A Pandas DataFrame is a two-dimensional labelled data structure — essentially a table with rows and columns, where column names are strings and rows are indexed by an integer position (or by a custom index). It’s the central data structure of Pandas and the standard format for tabular data in Python data science.
A DataFrame’s mental model is a spreadsheet. Each column has a name (Height, Weight, Age) and a homogeneous type (NumPy underneath, typically float64, int64, object for strings, bool, datetime64). Each row corresponds to one observation — one student, one purchase, one sensor reading.
import pandas as pd
df = pd.read_csv("my_data.csv")
print(df.head()) # first 5 rows
print(df.shape) # (n_rows, n_columns)
print(df.dtypes) # types of each column
print(df.columns) # column namesThree access patterns dominate everyday work:
Column access. df['Name'] returns a one-dimensional Pandas Series:
heights = df['Height']Position-based access with .iloc (integer location). Same syntax as NumPy slicing:
df.iloc[0, 0] # first row, first column
df.iloc[0:5, :] # first 5 rows, all columns
df.iloc[:, -1] # all rows, last column (often the label)Label-based access with .loc. Indexes by row label and column name, and supports conditional row selection:
df.loc[df['Height'] > 5.8, ['Name', 'Height']]This reads as: select rows where the Height column is greater than 5.8, and return the Name and Height columns. The Boolean expression df['Height'] > 5.8 evaluates row by row, and .loc keeps rows where the result is True.
DataFrames support the methods you’d expect for tabular operations: .groupby(...), .sort_values(...), .merge(...), .pivot_table(...), .fillna(...), .dropna(...), .interpolate(...), .rolling(...). Most of these return new DataFrames rather than modifying in place — pass inplace=True to modify the original.
For one-dimensional data, a Pandas Series is the analogous structure — a single column with a name and an index, but no other columns alongside it.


## What to work on:
Please count the lines of the data that contain "labels" and state only the total.

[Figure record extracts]
▬▬▬▬▬▬▬▬▬▬
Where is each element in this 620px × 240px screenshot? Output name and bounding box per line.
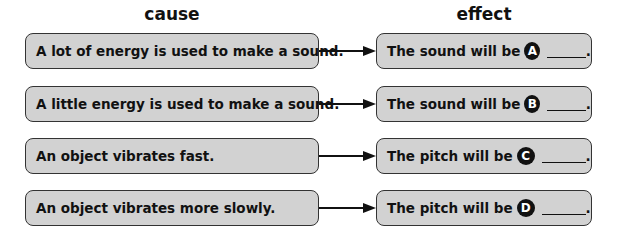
period: . <box>586 43 591 59</box>
arrow-icon <box>319 45 376 57</box>
effect-text: The sound will be <box>387 43 520 59</box>
cause-text: An object vibrates fast. <box>36 148 214 164</box>
effect-header: effect <box>376 4 592 24</box>
cause-box: A little energy is used to make a sound. <box>25 86 319 122</box>
answer-blank[interactable] <box>542 150 586 163</box>
effect-box: The pitch will be C . <box>376 138 592 174</box>
cause-text: An object vibrates more slowly. <box>36 200 275 216</box>
answer-blank[interactable] <box>547 98 586 111</box>
period: . <box>586 148 591 164</box>
effect-box: The pitch will be D . <box>376 190 592 226</box>
letter-d-icon: D <box>517 199 535 217</box>
letter-a-icon: A <box>524 42 540 60</box>
cause-header: cause <box>25 4 319 24</box>
cause-box: An object vibrates fast. <box>25 138 319 174</box>
period: . <box>586 200 591 216</box>
arrow-icon <box>319 150 376 162</box>
letter-c-icon: C <box>517 147 535 165</box>
effect-text: The sound will be <box>387 96 520 112</box>
answer-blank[interactable] <box>547 45 586 58</box>
cause-text: A little energy is used to make a sound. <box>36 96 339 112</box>
period: . <box>586 96 591 112</box>
cause-box: An object vibrates more slowly. <box>25 190 319 226</box>
letter-b-icon: B <box>524 95 540 113</box>
cause-box: A lot of energy is used to make a sound. <box>25 33 319 69</box>
answer-blank[interactable] <box>542 202 586 215</box>
arrow-icon <box>319 202 376 214</box>
arrow-icon <box>319 98 376 110</box>
effect-box: The sound will be B . <box>376 86 592 122</box>
effect-text: The pitch will be <box>387 200 513 216</box>
effect-text: The pitch will be <box>387 148 513 164</box>
cause-text: A lot of energy is used to make a sound. <box>36 43 344 59</box>
effect-box: The sound will be A . <box>376 33 592 69</box>
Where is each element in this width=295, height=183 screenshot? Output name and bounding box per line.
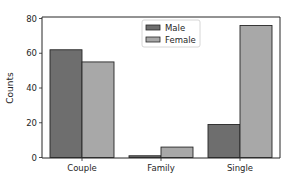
x-axis-ticks: CoupleFamilySingle	[67, 158, 253, 173]
y-tick-label: 40	[26, 83, 37, 93]
legend-swatch-female	[146, 37, 160, 42]
bar-family-female	[161, 147, 193, 157]
bar-family-male	[129, 156, 161, 158]
bar-chart: 020406080 CoupleFamilySingle Counts Male…	[0, 0, 295, 183]
x-tick-label-single: Single	[227, 163, 253, 173]
x-tick-label-couple: Couple	[67, 163, 97, 173]
y-tick-label: 60	[26, 48, 37, 58]
legend-label-female: Female	[165, 35, 196, 45]
y-tick-label: 0	[32, 153, 37, 163]
y-axis-label: Counts	[5, 72, 15, 104]
y-tick-label: 20	[26, 118, 37, 128]
y-tick-label: 80	[26, 14, 37, 24]
bar-single-male	[208, 124, 240, 157]
bar-couple-male	[50, 50, 82, 158]
bar-single-female	[240, 25, 272, 157]
x-tick-label-family: Family	[147, 163, 174, 173]
legend: Male Female	[142, 20, 200, 47]
y-axis-ticks: 020406080	[26, 14, 42, 163]
bar-couple-female	[82, 62, 114, 158]
legend-label-male: Male	[165, 23, 185, 33]
legend-swatch-male	[146, 25, 160, 30]
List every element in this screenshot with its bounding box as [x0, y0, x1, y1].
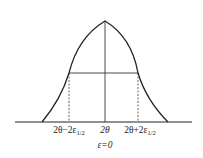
epsilon-zero-label: ε=0 [98, 141, 113, 151]
right-label-text: 2θ+2ε [124, 125, 147, 135]
right-label-sub: 1/2 [148, 129, 156, 136]
right-label: 2θ+2ε1/2 [124, 126, 156, 137]
left-label-text: 2θ−2ε [53, 125, 76, 135]
left-label: 2θ−2ε1/2 [53, 126, 85, 137]
center-label: 2θ [100, 126, 109, 136]
left-label-sub: 1/2 [77, 129, 85, 136]
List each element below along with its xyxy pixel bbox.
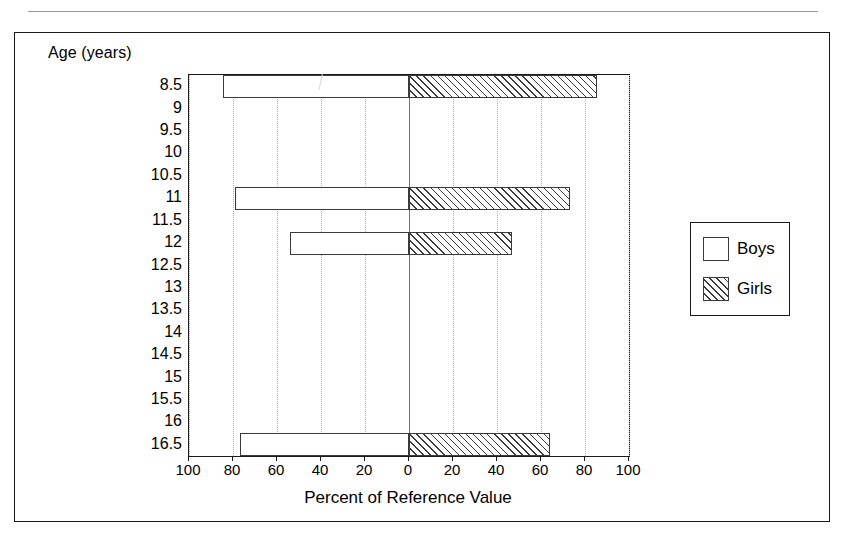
gridline bbox=[629, 75, 630, 456]
horizontal-rule bbox=[28, 11, 818, 12]
x-tick-label-10: 100 bbox=[603, 461, 653, 479]
y-tick-label-15.5: 15.5 bbox=[122, 391, 182, 407]
y-tick-label-14.5: 14.5 bbox=[122, 346, 182, 362]
cropped-caption-text bbox=[0, 0, 844, 5]
x-tick-label-1: 80 bbox=[207, 461, 257, 479]
y-tick-label-13.5: 13.5 bbox=[122, 301, 182, 317]
x-tick-label-8: 60 bbox=[515, 461, 565, 479]
legend: Boys Girls bbox=[690, 222, 790, 316]
bar-girls-age-11 bbox=[409, 187, 570, 210]
bar-boys-age-8.5 bbox=[223, 75, 409, 98]
x-tick-label-3: 40 bbox=[295, 461, 345, 479]
legend-item-girls: Girls bbox=[703, 275, 772, 303]
x-tick-label-4: 20 bbox=[339, 461, 389, 479]
y-tick-label-11: 11 bbox=[122, 189, 182, 205]
x-tick-label-2: 60 bbox=[251, 461, 301, 479]
bar-boys-age-12 bbox=[290, 232, 409, 255]
y-tick-label-16: 16 bbox=[122, 413, 182, 429]
y-tick-label-14: 14 bbox=[122, 324, 182, 340]
plot-area bbox=[188, 74, 630, 457]
legend-item-boys: Boys bbox=[703, 235, 775, 263]
y-tick-label-10.5: 10.5 bbox=[122, 167, 182, 183]
figure-page: Age (years) 8.599.51010.51111.51212.5131… bbox=[0, 0, 844, 543]
x-tick-label-9: 80 bbox=[559, 461, 609, 479]
y-tick-label-9.5: 9.5 bbox=[122, 122, 182, 138]
y-tick-label-13: 13 bbox=[122, 279, 182, 295]
y-tick-label-10: 10 bbox=[122, 144, 182, 160]
bar-girls-age-12 bbox=[409, 232, 512, 255]
x-tick-label-0: 100 bbox=[163, 461, 213, 479]
y-tick-labels: 8.599.51010.51111.51212.51313.51414.5151… bbox=[120, 74, 182, 455]
x-tick-labels: 10080604020020406080100 bbox=[188, 461, 628, 481]
y-tick-label-12.5: 12.5 bbox=[122, 257, 182, 273]
y-tick-label-15: 15 bbox=[122, 369, 182, 385]
x-axis-title: Percent of Reference Value bbox=[188, 488, 628, 508]
x-tick-label-6: 20 bbox=[427, 461, 477, 479]
y-tick-label-12: 12 bbox=[122, 234, 182, 250]
legend-label-girls: Girls bbox=[737, 280, 772, 298]
y-tick-label-8.5: 8.5 bbox=[122, 77, 182, 93]
bar-boys-age-11 bbox=[235, 187, 409, 210]
legend-label-boys: Boys bbox=[737, 240, 775, 258]
bar-boys-age-16.5 bbox=[240, 433, 409, 456]
bar-girls-age-8.5 bbox=[409, 75, 597, 98]
legend-swatch-boys-icon bbox=[703, 237, 729, 261]
bars-layer bbox=[189, 75, 629, 456]
y-tick-label-11.5: 11.5 bbox=[122, 212, 182, 228]
y-tick-label-9: 9 bbox=[122, 100, 182, 116]
legend-swatch-girls-icon bbox=[703, 277, 729, 301]
bar-girls-age-16.5 bbox=[409, 433, 550, 456]
y-tick-label-16.5: 16.5 bbox=[122, 436, 182, 452]
x-tick-label-5: 0 bbox=[383, 461, 433, 479]
y-axis-title: Age (years) bbox=[48, 44, 132, 62]
x-tick-label-7: 40 bbox=[471, 461, 521, 479]
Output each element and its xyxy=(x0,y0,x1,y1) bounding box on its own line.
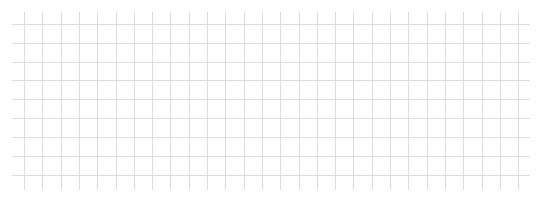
grid-canvas xyxy=(0,0,541,197)
grid-background xyxy=(0,0,541,197)
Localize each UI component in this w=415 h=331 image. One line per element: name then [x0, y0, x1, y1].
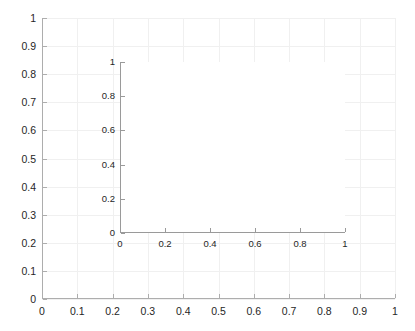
x-tick-label: 0.6	[248, 239, 261, 249]
x-tick-label: 1	[392, 306, 398, 317]
x-tick-label: 0.2	[158, 239, 171, 249]
y-tick-label: 0.6	[102, 126, 115, 136]
inset-plot-area[interactable]	[120, 62, 345, 233]
x-tick-label: 0.5	[211, 306, 226, 317]
y-tick-mark	[43, 299, 47, 300]
x-tick-label: 0.1	[70, 306, 85, 317]
y-tick-mark	[43, 159, 47, 160]
y-tick-mark	[43, 18, 47, 19]
x-tick-label: 1	[342, 239, 347, 249]
x-tick-mark	[289, 294, 290, 298]
y-tick-label: 0.3	[21, 209, 36, 220]
y-tick-mark	[43, 46, 47, 47]
inset-x-axis-line	[120, 232, 345, 233]
x-tick-mark	[395, 294, 396, 298]
x-tick-label: 0.3	[141, 306, 156, 317]
y-tick-label: 0.4	[21, 181, 36, 192]
y-tick-mark	[121, 165, 125, 166]
x-tick-mark	[113, 294, 114, 298]
y-tick-label: 1	[110, 57, 115, 67]
x-tick-label: 0	[117, 239, 122, 249]
y-tick-mark	[43, 215, 47, 216]
x-tick-label: 0.9	[352, 306, 367, 317]
y-tick-label: 0.2	[102, 194, 115, 204]
y-tick-label: 1	[30, 13, 36, 24]
x-tick-mark	[42, 294, 43, 298]
inset-axes[interactable]: 00.20.40.60.81 00.20.40.60.81	[120, 62, 345, 233]
y-tick-mark	[43, 74, 47, 75]
x-tick-mark	[300, 228, 301, 232]
y-tick-label: 0.1	[21, 266, 36, 277]
gridline-vertical	[360, 18, 361, 299]
y-tick-label: 0.9	[21, 41, 36, 52]
y-tick-mark	[43, 130, 47, 131]
y-tick-mark	[43, 102, 47, 103]
gridline-vertical	[395, 18, 396, 299]
y-tick-mark	[43, 187, 47, 188]
x-tick-mark	[77, 294, 78, 298]
inset-y-axis-line	[120, 62, 121, 233]
x-tick-label: 0.2	[105, 306, 120, 317]
x-tick-label: 0.8	[317, 306, 332, 317]
x-tick-label: 0	[39, 306, 45, 317]
y-tick-mark	[121, 199, 125, 200]
y-tick-mark	[121, 62, 125, 63]
gridline-horizontal	[42, 299, 395, 300]
y-tick-label: 0	[110, 228, 115, 238]
x-tick-mark	[254, 294, 255, 298]
x-tick-label: 0.7	[282, 306, 297, 317]
x-tick-mark	[345, 228, 346, 232]
y-tick-mark	[121, 96, 125, 97]
y-tick-label: 0.8	[21, 69, 36, 80]
x-tick-mark	[255, 228, 256, 232]
x-tick-mark	[360, 294, 361, 298]
x-tick-label: 0.4	[203, 239, 216, 249]
y-tick-label: 0.7	[21, 97, 36, 108]
x-tick-mark	[165, 228, 166, 232]
y-tick-mark	[43, 243, 47, 244]
x-tick-mark	[148, 294, 149, 298]
y-tick-mark	[121, 130, 125, 131]
y-tick-label: 0.5	[21, 153, 36, 164]
x-tick-mark	[210, 228, 211, 232]
y-tick-label: 0.8	[102, 91, 115, 101]
x-tick-mark	[324, 294, 325, 298]
x-tick-label: 0.8	[293, 239, 306, 249]
main-x-axis-line	[42, 298, 395, 299]
y-tick-label: 0.2	[21, 238, 36, 249]
y-tick-mark	[43, 271, 47, 272]
x-tick-mark	[120, 228, 121, 232]
gridline-vertical	[77, 18, 78, 299]
y-tick-label: 0.4	[102, 160, 115, 170]
x-tick-label: 0.6	[246, 306, 261, 317]
x-tick-mark	[183, 294, 184, 298]
x-tick-label: 0.4	[176, 306, 191, 317]
y-tick-label: 0.6	[21, 125, 36, 136]
x-tick-mark	[219, 294, 220, 298]
y-tick-label: 0	[30, 294, 36, 305]
figure-canvas: 00.10.20.30.40.50.60.70.80.91 00.10.20.3…	[0, 0, 415, 331]
y-tick-mark	[121, 233, 125, 234]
▬▬▬▬▬▬▬▬▬▬
## Reply:
2